Nowhere are the twists and turns of Grann’s stories more hotly anticipated than in Hollywood. According to one film scout, producers sometimes hear about Grann’s ideas before he has committed to pursuing them. Four of his stories have been adapted into movies, and at least four others are in development as either films or series. The bidding war for Killers of the Flower Moon was heated, with the winners paying a reported $5 million for the rights. Martin Scorsese and Leonardo DiCaprio ultimately signed on to make the film, which is scheduled to premiere at the Cannes Film Festival in May. Scorsese and DiCaprio acquired the rights for The Wager last July, nearly a year before its publication.

Inside the Seaport Museum — where Grann revels in the knowledge that its tall ship, the Wavertree, was once battered rounding Cape Horn, just like the Wager — he tells me he doesn’t think about his projects as movies. His interest in the Wager was stoked by an 18th-century account written in stilted English, hardly cinematic gold. This account was given by John Byron (who would one day be the grandfather of the poet Lord Byron), who was 16 when he left Portsmouth aboard the Wager. As Byron’s story was one of a handful given by survivors, “I tried to gather all the facts to determine what really happened,” Grann writes in an author’s note at the beginning of the book.

Where other writers might take liberties, Grann is obsessive about accuracy. “David’s stuff reads like literature, but every detail, every quote, every seemingly implausible glimpse into a subject’s mind is accounted for,” said David Kortava, who fact-checked both The White Darkness and The Wager. Grann verifies his own work before sending it to a fact-checker, and his devotion to the fact-checking process can seem comical. The first time he asked Kortava if he had checked the spellings of his kids’ names on The Wager’s dedication page, Kortava thought Grann was joking. The second time he asked, Kortava checked the spellings. “He doesn’t have an OCD diagnosis, as far as I know, but I do, and I definitely consider him one of the tribe,” Kortava said.

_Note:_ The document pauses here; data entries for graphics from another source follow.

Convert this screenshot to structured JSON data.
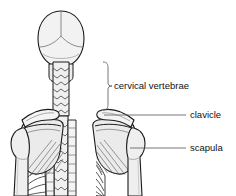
{
  "figure": {
    "background_color": "#ffffff",
    "outline_color": "#1a1a1a",
    "bone_fill": "#f2f2f2",
    "bone_fill_shaded": "#e4e4e4",
    "leader_color": "#666666",
    "label_color": "#111111"
  },
  "labels": [
    {
      "id": "cervical-vertebrae",
      "text": "cervical vertebrae",
      "x": 114,
      "y": 86,
      "connector": "bracket"
    },
    {
      "id": "clavicle",
      "text": "clavicle",
      "x": 190,
      "y": 115,
      "connector": "line"
    },
    {
      "id": "scapula",
      "text": "scapula",
      "x": 190,
      "y": 148,
      "connector": "line"
    }
  ],
  "structures": [
    {
      "id": "skull",
      "name": "skull"
    },
    {
      "id": "cervical-spine",
      "name": "cervical vertebrae"
    },
    {
      "id": "thoracic-spine",
      "name": "thoracic vertebrae"
    },
    {
      "id": "clavicle-left",
      "name": "left clavicle"
    },
    {
      "id": "clavicle-right",
      "name": "right clavicle"
    },
    {
      "id": "scapula-left",
      "name": "left scapula"
    },
    {
      "id": "scapula-right",
      "name": "right scapula"
    },
    {
      "id": "humerus-left",
      "name": "left humerus"
    },
    {
      "id": "humerus-right",
      "name": "right humerus"
    },
    {
      "id": "ribs-left",
      "name": "left ribs"
    },
    {
      "id": "ribs-right",
      "name": "right ribs"
    }
  ]
}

Grann didn’t always have the freedom to pursue his idiosyncratic interests. He was once a general-assignment magazine writer delivering stories about Barry Bonds, John McCain, and Newt Gingrich. A 2000 profile of the now-deceased Ohio congressman Jim Traficant that Grann wrote for The New Republic helped him discover the types of stories he wanted to tell and how to go about telling them. In an Ohio courthouse, Grann unearthed a 1980 recording of Traficant, then a candidate for sheriff, talking to two mobsters. “I hear Traficant dropping the F-bomb every other word, and I hear him talking about taking bribes, and then I hear about people coming up swimming in the Mahoning River. And it was a voice that was so different from the voice I heard on C-SPAN,” Grann said. “It was kind of the beginning where I was thinking, Oh! These are the voices of the stories I want to tell. It also showed me the power of archives for the first time. You can find things that are just kind of sitting there if you look, and they can peel back façades and get you closer to the hidden truth.”

I ask Grann if he misses reporting on contemporary figures. He holds up his hand and makes a zero with his fingers while letting out a sigh of relief. “The kind of reporting I really like to do is so immersive, and usually figures like that do not want you to be with them,” he said. Their ghosts, he has learned, have no choice.